The news that the Old Palace School is to close was received in Croydon with shock, sadness and dismay. Pupils, parents, teachers and alumnae have been expressing their outrage at the John Whitgift Foundation’s announcement that the school is due to close in two year’s time. The Foundation states that the reason for this is the financial inviability of Old Palace School due to financial pressures caused by the cost of living crisis and the rising expense of maintaining and developing property.
Old Palace School was taken under the wing of the John Whitgift Foundation in 1993 who later absorbed another popular girl’s private school, Croham Hurst in South Croydon in 2008, which, like Old Palace School, was noted for its excellent academic results. Part of the reasoning for the merger of these two girls schools into the Whitgift Foundation was the protection that being part of a larger charitable organisation would give the two schools more stability and protection in the future. Yet the provision of girls’ education by the Whitgift Foundation is due to stop, only 15 years later.

It is clear therefore that the outcome of this closure will be that, other than the very small co-educational sixth form at Trinity School, the John Whitgift Foundation will no longer be offering education for girls in Croydon.
Putting the rights and wrongs of the private provision of education and the favourable treatment given by the government in allowing private schools to register as charities, thus avoiding VAT, the fact remains that some parents will opt for private education for their children either by paying the fees themselves or applying for bursaries to pay their child’s school fees.

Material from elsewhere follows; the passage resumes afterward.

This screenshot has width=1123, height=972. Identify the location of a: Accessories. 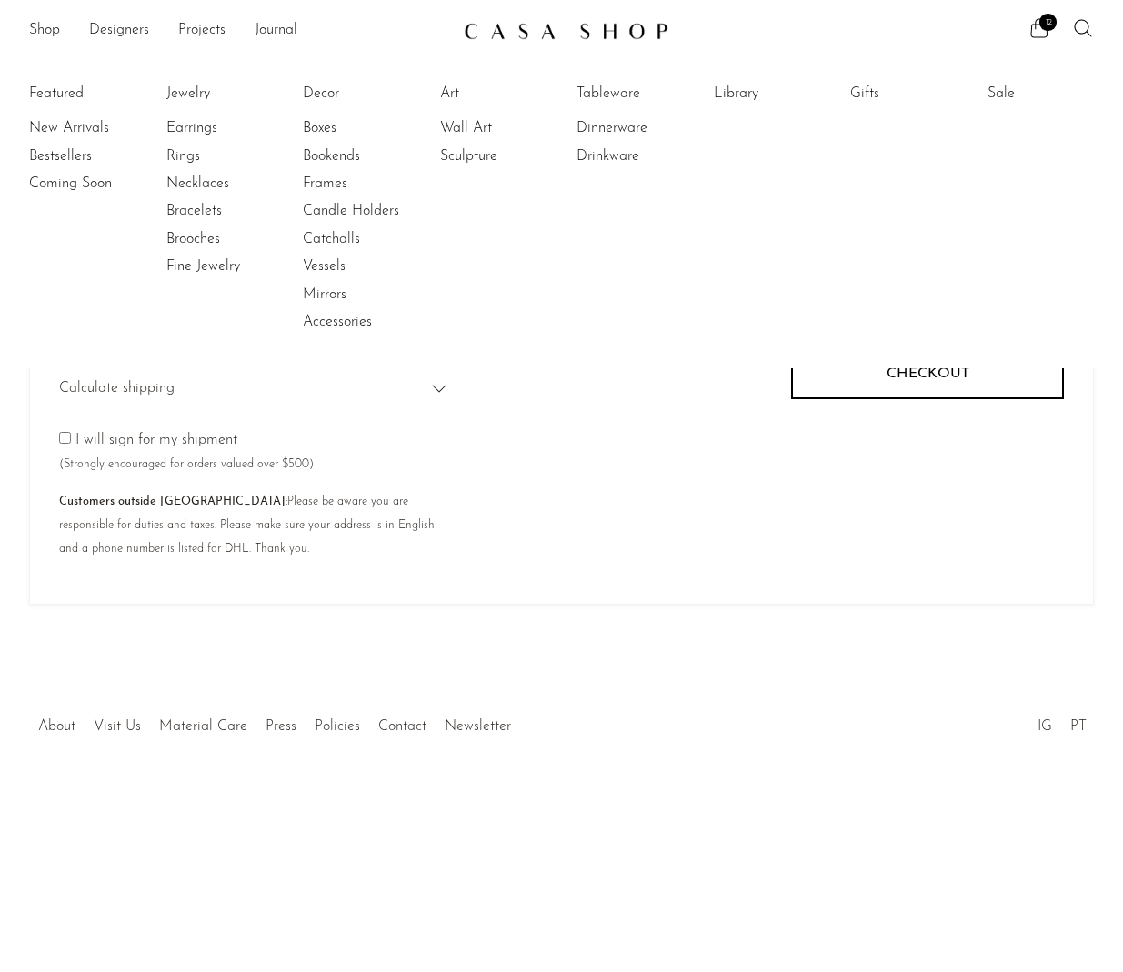
(371, 322).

Why does the Whitgift Foundation feel that in a modern environment it is in any way acceptable to close down their provision of schools for girls and keep their boys’ schools at Whitgift School and Trinity School open? It is true that the John Whitgift Foundation has been suffering from the financial problems that we have all been suffering with over the past few years, but disrupting the education of girls without even considering the amalgamation of one (or even both) of the boys’ schools into co-educational establishments smacks of discrimination against promising young women of a very old-fashioned kind. This disruption of education can have a lasting detrimental effect on the careers and lives of a large number of Old Palace girls.
Old Palace alumna, Croydon Central MP Sarah Jones has been in touch with the Chair of the Whitgift Foundation and has raised her concerns about the provision of education for girls at the Whitgift Foundation.

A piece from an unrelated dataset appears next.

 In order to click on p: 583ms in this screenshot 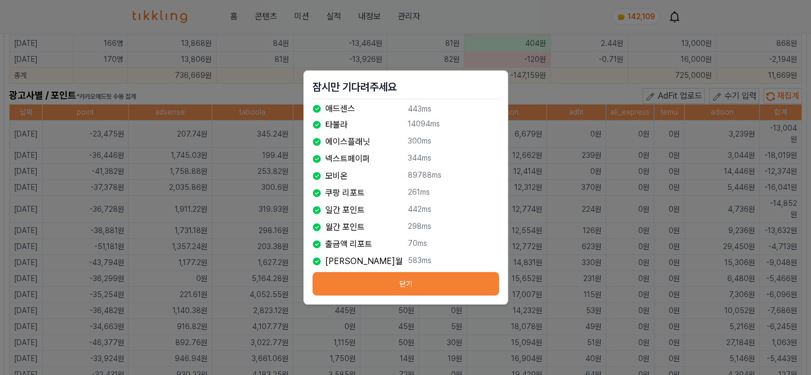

‘Finally, on the issue of teaching girls in the future, the Foundation …will be applying every sinew to work out what comes next’.
Sarah Jones MP
John Whitgift himself owed his appointment as Archbishop of Canterbury and as a privy councillor to a highly educated woman. Closing this school at very short notice and forcing the girls to face a change in schools will cause great disruption to the girls’ education. Also, just as importantly all important friends and social groupings will be shattered. The CRO does not think that John Whitgift would approve of what seems to be an ill thought out and discriminatory closure.

The CRO’s View – our new series of opinion pieces on Croydon’s latest news.
We are taking a more in-depth look at issues affecting Croydon and the people that live and work here.